Protein domains InterPro Conserved Domain Database (NCBI) Wouldn’t it be nice if we could link Gene IDs and protein domains? Interpro ftp://ftp.ncbi.nlm.nih.gov/gene/DATA

Who makes those links? From Links between Entrez Gene and Conserved Domain Database (CDD) are calculated from the domains annotated by the CDD group on Reference Sequence proteins.

How can we use this? The CDD domains have descriptions. These descriptions can be searched… 1.CANDID finds domains containing our keywords. 2.If a gene has one of those domains, it gets a score of 1. …just like when we searched PubMed!

How far back does our gene go? Is our gene in mammals? Fish?

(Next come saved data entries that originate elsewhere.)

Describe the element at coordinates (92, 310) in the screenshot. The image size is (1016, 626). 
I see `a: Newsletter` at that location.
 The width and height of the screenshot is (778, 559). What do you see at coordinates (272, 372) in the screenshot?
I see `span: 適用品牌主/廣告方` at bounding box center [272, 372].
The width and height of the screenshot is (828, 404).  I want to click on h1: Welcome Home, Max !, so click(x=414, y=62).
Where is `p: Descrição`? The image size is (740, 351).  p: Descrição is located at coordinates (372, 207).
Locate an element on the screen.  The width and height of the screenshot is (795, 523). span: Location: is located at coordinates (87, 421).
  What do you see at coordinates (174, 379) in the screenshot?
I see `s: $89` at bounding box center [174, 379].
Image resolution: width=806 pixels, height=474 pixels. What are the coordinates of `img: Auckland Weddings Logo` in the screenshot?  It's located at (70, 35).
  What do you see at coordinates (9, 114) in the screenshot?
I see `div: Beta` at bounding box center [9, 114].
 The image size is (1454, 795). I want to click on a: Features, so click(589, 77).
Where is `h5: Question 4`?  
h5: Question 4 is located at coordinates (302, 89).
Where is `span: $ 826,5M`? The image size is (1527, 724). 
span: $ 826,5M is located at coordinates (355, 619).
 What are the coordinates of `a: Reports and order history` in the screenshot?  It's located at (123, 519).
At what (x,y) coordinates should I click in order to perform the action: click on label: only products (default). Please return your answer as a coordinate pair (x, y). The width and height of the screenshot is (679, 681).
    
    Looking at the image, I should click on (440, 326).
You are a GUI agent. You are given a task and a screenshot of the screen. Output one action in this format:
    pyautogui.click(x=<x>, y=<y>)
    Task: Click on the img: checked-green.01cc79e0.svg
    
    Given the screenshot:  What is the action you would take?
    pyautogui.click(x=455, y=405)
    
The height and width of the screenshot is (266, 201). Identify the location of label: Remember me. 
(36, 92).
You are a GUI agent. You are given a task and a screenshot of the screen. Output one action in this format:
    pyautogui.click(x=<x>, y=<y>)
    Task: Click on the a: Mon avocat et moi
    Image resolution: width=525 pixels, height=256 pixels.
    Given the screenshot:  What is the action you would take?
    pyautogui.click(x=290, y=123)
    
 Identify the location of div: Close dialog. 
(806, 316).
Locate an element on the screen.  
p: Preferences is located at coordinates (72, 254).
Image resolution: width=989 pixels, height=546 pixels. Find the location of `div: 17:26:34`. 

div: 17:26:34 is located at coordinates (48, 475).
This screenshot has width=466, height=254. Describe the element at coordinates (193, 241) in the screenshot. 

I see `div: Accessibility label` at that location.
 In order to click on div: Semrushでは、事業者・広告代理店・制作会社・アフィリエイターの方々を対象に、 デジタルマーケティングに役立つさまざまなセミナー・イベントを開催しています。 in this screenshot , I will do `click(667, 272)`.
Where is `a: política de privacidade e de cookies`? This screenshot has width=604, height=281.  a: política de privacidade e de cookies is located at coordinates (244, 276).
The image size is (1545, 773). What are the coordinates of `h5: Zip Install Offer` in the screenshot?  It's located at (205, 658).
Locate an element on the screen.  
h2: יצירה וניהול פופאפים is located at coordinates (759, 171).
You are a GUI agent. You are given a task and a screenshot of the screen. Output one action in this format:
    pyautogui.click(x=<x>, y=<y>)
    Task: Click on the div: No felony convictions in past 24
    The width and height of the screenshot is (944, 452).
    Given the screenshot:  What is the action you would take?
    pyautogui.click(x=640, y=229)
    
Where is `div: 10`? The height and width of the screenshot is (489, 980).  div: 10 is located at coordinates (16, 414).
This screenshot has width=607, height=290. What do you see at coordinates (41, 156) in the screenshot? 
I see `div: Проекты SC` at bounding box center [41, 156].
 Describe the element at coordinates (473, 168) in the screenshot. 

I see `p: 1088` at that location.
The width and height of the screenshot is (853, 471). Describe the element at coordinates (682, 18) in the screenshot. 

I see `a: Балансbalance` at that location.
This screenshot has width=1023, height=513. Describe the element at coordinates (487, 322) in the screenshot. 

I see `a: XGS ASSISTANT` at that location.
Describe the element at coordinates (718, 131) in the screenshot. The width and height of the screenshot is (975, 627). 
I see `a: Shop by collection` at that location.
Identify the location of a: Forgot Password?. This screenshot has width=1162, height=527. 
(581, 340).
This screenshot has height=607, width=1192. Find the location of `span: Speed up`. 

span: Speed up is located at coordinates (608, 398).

Bacteria?

More sequence fun Many measures of conservation –Nucleotide similarity (percentage, pairwise) –Amino acid similarity (percentage, pairwise) –etc., etc.

HomoloGene Gets sequences Uses amino acid AND nucleotide similarity measures Plus lots more math, equals… A label that answers our question

Labels used in CANDID Homo sapiens Primates (chimp, gorilla) Rodents (rat, mouse) Eutherian mammals (dog, cow, cat) Amniota (chicken) Insects (mosquito, bee) Bilateria (C. elegans) Fungi Eukaryotes HIGHER SCORE

Example 2 pancreas: tumor tissue pancreas: normal tissue custom microarray Known and unknown genes

Array candidates Let’s increase the number of CANDID results we got in Example 1…

Weighting system Prioritize genes of known or unknown function Modify weights for each category Well-characterized genes: higher literature weight Uncharacterized genes: higher domains, conservation weights

Example 3 Make up your own example! Use literature, domains, and/or conservation criteria.